Still, if it’s a string and you never convert it to a number it should stay a string and running in to maxint shouldn’t come into play. I just did a test on Windows in a clean/new project with just these two lines of code:
system.setPreferences("app", {userID = "123", facebookID = "12345678901", username = "Testuser"}) print(system.getPreference("app", "facebookID", "string"))
And it printed 12345678901, so if I never treat the value as a number, I get the full 11 character string. I changed it to:
local facebookID = "12345678901" system.setPreferences("app", {userID = "123", facebookID = facebookID, username = "Testuser"}) print(system.getPreference("app", "facebookID", "string"))

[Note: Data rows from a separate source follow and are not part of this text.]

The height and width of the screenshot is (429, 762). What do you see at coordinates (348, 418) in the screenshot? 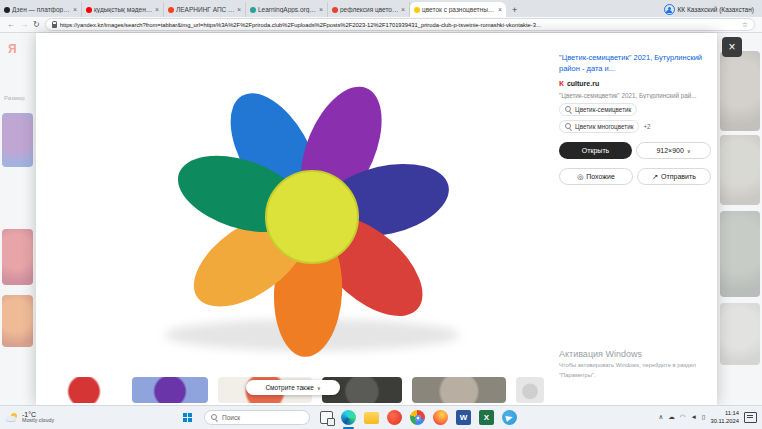
I see `edge-icon` at bounding box center [348, 418].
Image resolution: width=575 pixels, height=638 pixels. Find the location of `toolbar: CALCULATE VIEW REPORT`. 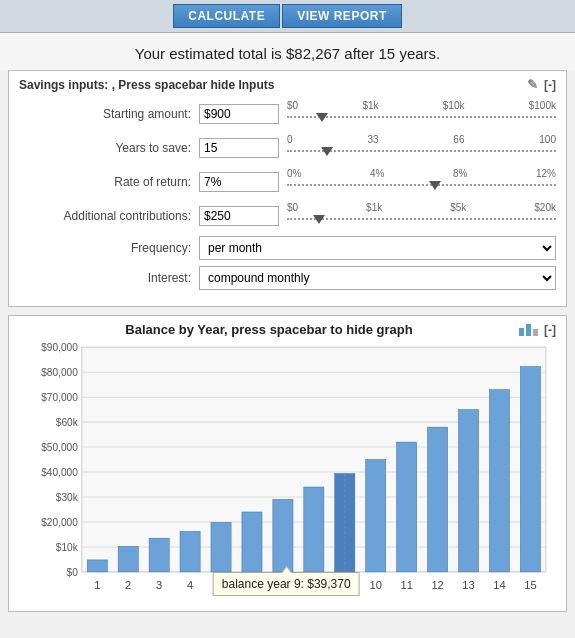

toolbar: CALCULATE VIEW REPORT is located at coordinates (288, 16).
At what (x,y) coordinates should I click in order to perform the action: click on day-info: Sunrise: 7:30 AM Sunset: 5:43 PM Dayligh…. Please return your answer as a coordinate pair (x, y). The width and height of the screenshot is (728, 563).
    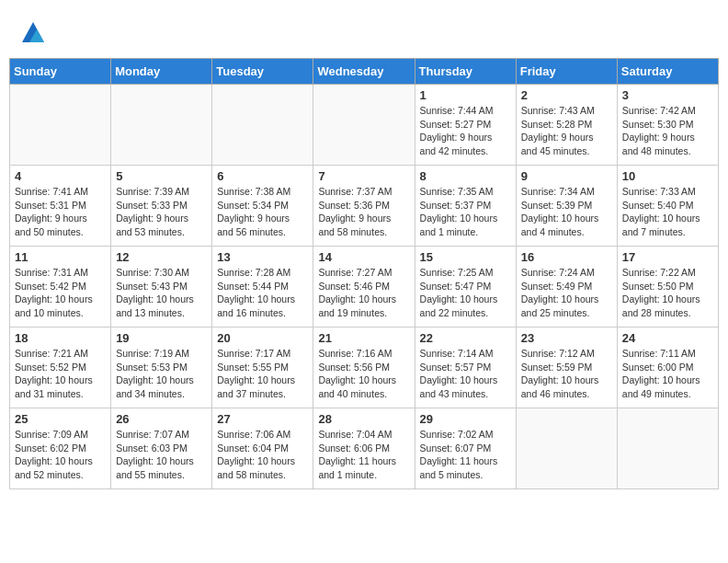
    Looking at the image, I should click on (162, 293).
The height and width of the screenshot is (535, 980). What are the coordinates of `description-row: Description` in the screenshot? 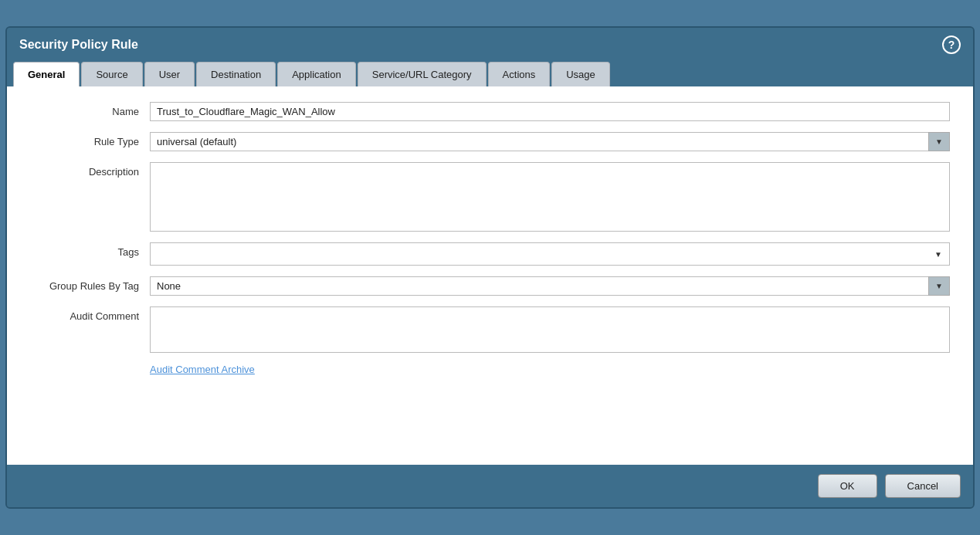 It's located at (490, 197).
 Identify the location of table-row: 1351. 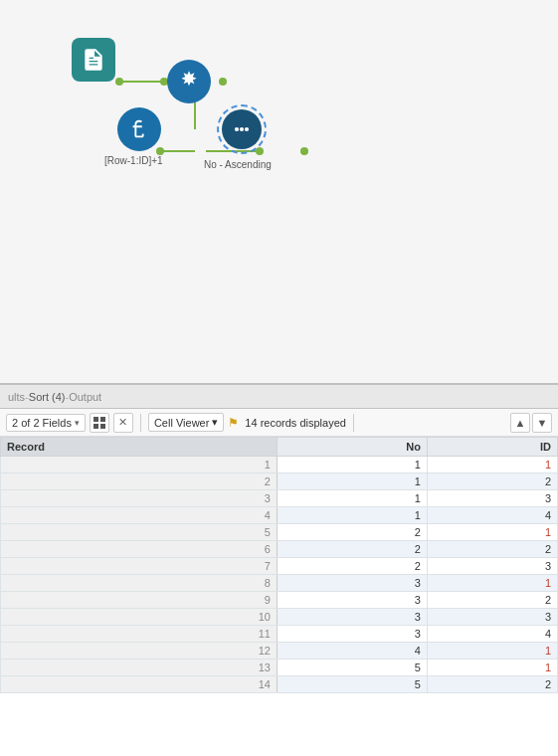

I also got 12345678901. So Lua isn’t doing a number conversion along this process. I made a slight change:
local facebookID = 12345678901 system.setPreferences("app", {userID = "123", facebookID = facebookID, username = "Testuser"}) print(system.getPreference("app", "facebookID", "string"))
and it printed:
1.23457e+010
which means it overflowed Lua’s ability to represent a number as an integer (all numbers are double floats, but Lua uses some trick of using doubles to represent int’s as ints) so it represented it as a double float and that’s probably the appropriate value.
I would look through your code and make sure you’re not treating the value as a number somewhere. You can copy and paste the code above into a new project and see if you get the same results.